The Federal Reserve is responsible for monetary policy, with a mandate to keep inflation close to 2%. It also regulates banks, with a mandate to sustain financial stability. One of its key programs may be placing those two goals at odds with one another.
Ever since 2008, the Fed has expressed its target for interest rates as a 25 basis point band. At the conclusion of this week’s Federal Open Market Committee (FOMC) meeting, that range was 5.00% to 5.25%. Actual interest rates are set by the markets, based on the supply and demand for money. The Fed’s task is to keep yields within its goal posts.
To keep a lid on the overnight rate, the Fed offers interest on deposits placed with it by banks. The theory is that banks will purchase funding from markets if they can earn a spread by reinvesting it. The interest rate on reserve balances (IORB) therefore contains the rates that banks are willing to pay for overnight borrowing.
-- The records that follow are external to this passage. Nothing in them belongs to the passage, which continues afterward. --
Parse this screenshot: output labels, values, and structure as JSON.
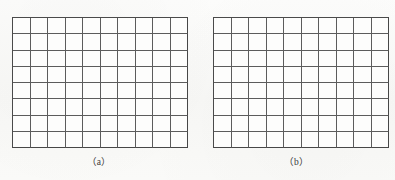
{
  "figure": {
    "background_color": "#fbfbfa",
    "line_color": "#5c5c5c",
    "border_color": "#474747",
    "panels": [
      {
        "id": "a",
        "caption": "（a）",
        "grid": {
          "columns": 10,
          "rows": 8,
          "cell_count": 80
        }
      },
      {
        "id": "b",
        "caption": "（b）",
        "grid": {
          "columns": 10,
          "rows": 8,
          "cell_count": 80
        }
      }
    ]
  },
  "chart_data": {
    "type": "table",
    "title": "",
    "xlabel": "",
    "ylabel": "",
    "grids": [
      {
        "label": "（a）",
        "columns": 10,
        "rows": 8,
        "cells_filled": 0,
        "cell_values": []
      },
      {
        "label": "（b）",
        "columns": 10,
        "rows": 8,
        "cells_filled": 0,
        "cell_values": []
      }
    ],
    "legend": [],
    "annotations": []
  }
}
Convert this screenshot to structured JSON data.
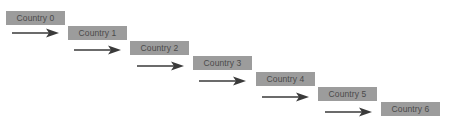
{
  "diagram": {
    "type": "staircase-flow",
    "nodes": [
      {
        "id": 0,
        "label": "Country 0",
        "x": 6,
        "y": 11
      },
      {
        "id": 1,
        "label": "Country 1",
        "x": 68,
        "y": 26
      },
      {
        "id": 2,
        "label": "Country 2",
        "x": 130,
        "y": 41
      },
      {
        "id": 3,
        "label": "Country 3",
        "x": 193,
        "y": 56
      },
      {
        "id": 4,
        "label": "Country 4",
        "x": 256,
        "y": 72
      },
      {
        "id": 5,
        "label": "Country 5",
        "x": 318,
        "y": 87
      },
      {
        "id": 6,
        "label": "Country 6",
        "x": 381,
        "y": 102
      }
    ],
    "edges": [
      {
        "from": 0,
        "to": 1,
        "x": 12,
        "y": 28
      },
      {
        "from": 1,
        "to": 2,
        "x": 74,
        "y": 45
      },
      {
        "from": 2,
        "to": 3,
        "x": 137,
        "y": 61
      },
      {
        "from": 3,
        "to": 4,
        "x": 199,
        "y": 76
      },
      {
        "from": 4,
        "to": 5,
        "x": 262,
        "y": 92
      },
      {
        "from": 5,
        "to": 6,
        "x": 325,
        "y": 107
      }
    ],
    "colors": {
      "box_fill": "#9c9c9c",
      "box_text": "#4a4a4a",
      "arrow": "#3a3a3a",
      "background": "#ffffff"
    }
  }
}
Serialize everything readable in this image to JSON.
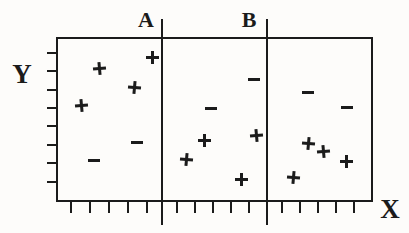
{
  "chart_data": {
    "type": "scatter",
    "title": "",
    "xlabel": "X",
    "ylabel": "Y",
    "xlim": [
      0,
      1
    ],
    "ylim": [
      0,
      1
    ],
    "grid": false,
    "axes_have_numeric_labels": false,
    "vertical_lines": [
      {
        "label": "A",
        "x": 0.334
      },
      {
        "label": "B",
        "x": 0.666
      }
    ],
    "series": [
      {
        "name": "positive-class",
        "marker": "+",
        "points": [
          [
            0.136,
            0.807
          ],
          [
            0.303,
            0.873
          ],
          [
            0.249,
            0.693
          ],
          [
            0.079,
            0.584
          ],
          [
            0.47,
            0.373
          ],
          [
            0.413,
            0.259
          ],
          [
            0.634,
            0.404
          ],
          [
            0.584,
            0.139
          ],
          [
            0.795,
            0.355
          ],
          [
            0.845,
            0.307
          ],
          [
            0.915,
            0.247
          ],
          [
            0.748,
            0.151
          ]
        ]
      },
      {
        "name": "negative-class",
        "marker": "−",
        "points": [
          [
            0.256,
            0.361
          ],
          [
            0.12,
            0.253
          ],
          [
            0.625,
            0.741
          ],
          [
            0.489,
            0.566
          ],
          [
            0.795,
            0.663
          ],
          [
            0.918,
            0.572
          ]
        ]
      }
    ],
    "x_tick_positions": [
      0.047,
      0.107,
      0.167,
      0.227,
      0.287,
      0.382,
      0.438,
      0.495,
      0.552,
      0.609,
      0.713,
      0.77,
      0.826,
      0.883,
      0.94
    ],
    "y_tick_positions": [
      0.904,
      0.792,
      0.681,
      0.569,
      0.458,
      0.346,
      0.235,
      0.123
    ]
  },
  "colors": {
    "ink": "#1b1b1b",
    "background": "#fdfcfa"
  }
}
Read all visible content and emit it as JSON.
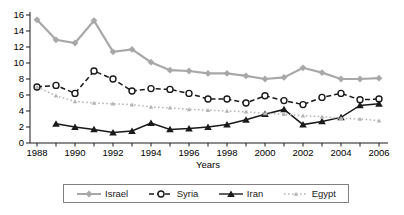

The IORB has typically been set near the top of the Fed’s targeted range.
To prevent overnight rates from falling below the bottom of the target band, the Fed established a reverse repurchase program (RRP) in 2015. Under this facility, the Fed takes in excess funding from select market participants for short periods, paying them an interest rate that is linked to the bottom of the target range. Those eligible would not be willing to sell their excess liquidity for less than the rate offered by the Fed, so the RRP places something of a floor on the cost of overnight money.
The Fed’s RRP program started slowly, but volumes have mushroomed since the pandemic. The liquidity injected into the financial system by the Fed since 2020 has been far more than could be lent, and so trillions of dollars have settled in the short-term investment markets. In essence, a significant amount of monetary stimulus ended up doing a round trip and ending up back on the Fed’s balance sheet, now yielding a safe return of over 5%.
Money market funds find themselves in the middle of this circuit, accounting for almost all of the volume in the Fed’s RRP facility. Reverse repos with the Fed account for about 40% of the holdings of U.S. money funds.
These holdings make money funds much safer than they were during the financial crisis of 2008 when these products were invested in a broader range of asset classes. As an example, the Reserve Fund had concentrated holdings in Lehman Brothers commercial paper; when Lehman failed, the fund was forced to “break the buck,” thereby casting doubt over the whole sector.
A key Federal Reserve program is providing stiff competition for bank deposits.
By contrast, money funds are seen by investors today as a safe haven. As we discussed here, they have gained balances since the beginning of March, while bank deposits (especially at smaller institutions) have declined. In this sense, reverse repurchases have been seen as contributing to disintermediation at a time when the Fed is seeking to reestablish financial stability.
This is certainly not the Fed’s intention. And there is very little that the Fed can do to alter the result. Lowering the RRP rate slightly will not be enough to make bank deposits competitive. Lowering the RRP rate by a lot might cause overnight rates to fall, producing an unwanted easing of monetary policy. Over time, the RRP should shrink in concert with the Fed’s balance sheet, but this will happen only gradually.
The best thing for the Fed to do under current circumstances is to keep up its active surveillance of developments in the banking system and sustain its communication about its general soundness. Efforts to reinforce the oversight of risks facing financial firms will also provide a measure of reassurance.
Ultimately, the cure for what ails the system may be time. A few months without bad banking headlines would be a very welcome development.